The next evolution of the car is also going to be environmentally friendly: “In cities such as Beijing or New Delhi, you have to look at the pollution index before going out. Kids are actually kept from going to school in those cities because the pollution levels are so high. So Car 3.0 will be an electric vehicle.”

It will also probably be “the smartest device we will own”, said Warrior. “Think of all the personalisation you get today with your smartphone; why don’t we have that in our cars? Self-learning capabilities are a low-hanging fruit – knowing music preferences, settings and who is driving. Car 3.0 will be a companion that will really optimise time for us and take stress away from our commute.”

So who will win the race to create Car 3.0? Warrior’s vision has everyone winning, with existing car manufacturers collaborating with computer engineering companies.
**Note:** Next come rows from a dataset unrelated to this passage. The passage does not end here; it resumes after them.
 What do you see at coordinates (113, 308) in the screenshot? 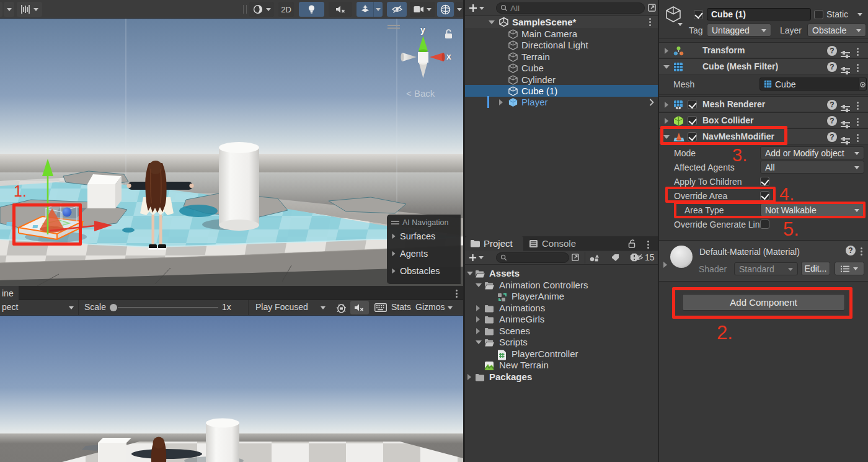
I see `scale-slider-knob` at bounding box center [113, 308].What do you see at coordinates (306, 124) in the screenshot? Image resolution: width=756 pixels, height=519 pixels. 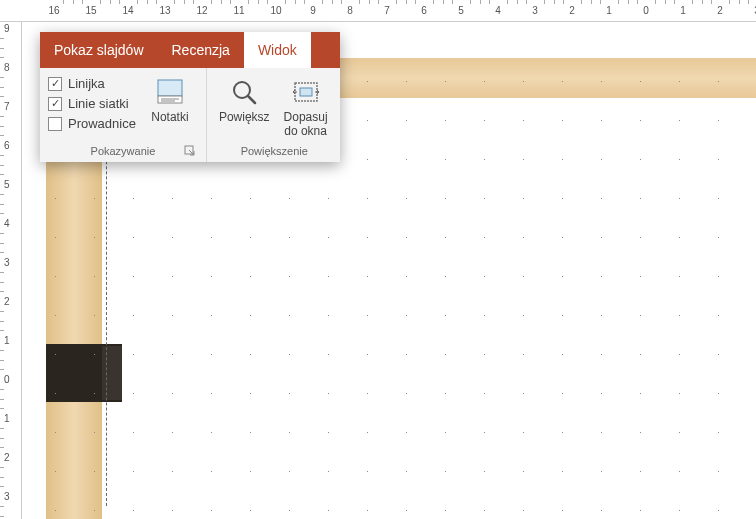 I see `fit-label: Dopasujdo okna` at bounding box center [306, 124].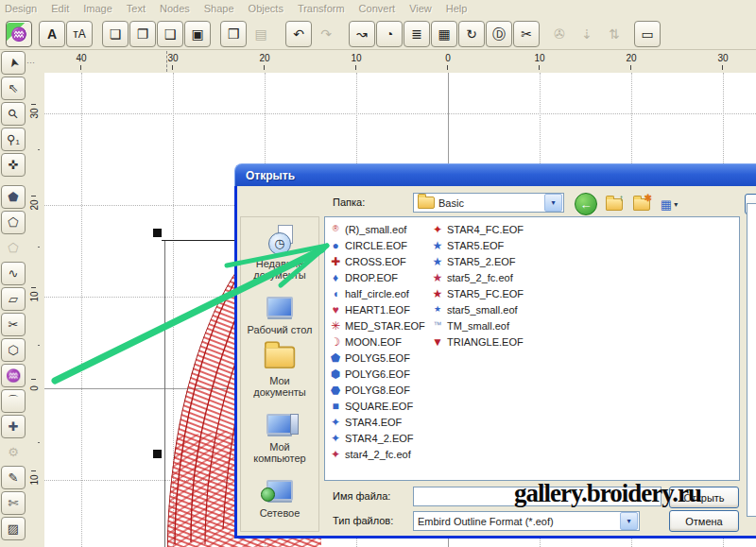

“This isn’t about Silicon Valley versus Detroit or Germany. This is bringing the knowledge that the auto industry has, which primarily up until now has been on the lower rungs of the full stack, with the internet companies coming from the top of the stack. As an industry we have an opportunity to work together to push this to become the defining stack for the Car 3.0.

“Car 3.0 will be a robot that looks like a high-performance car. The future is not really about driving, it is about being, and that is the power of the Car 3.0. In the future cars will give us freedom with our time, they won’t imprison us for hours at a time on roads,” she said.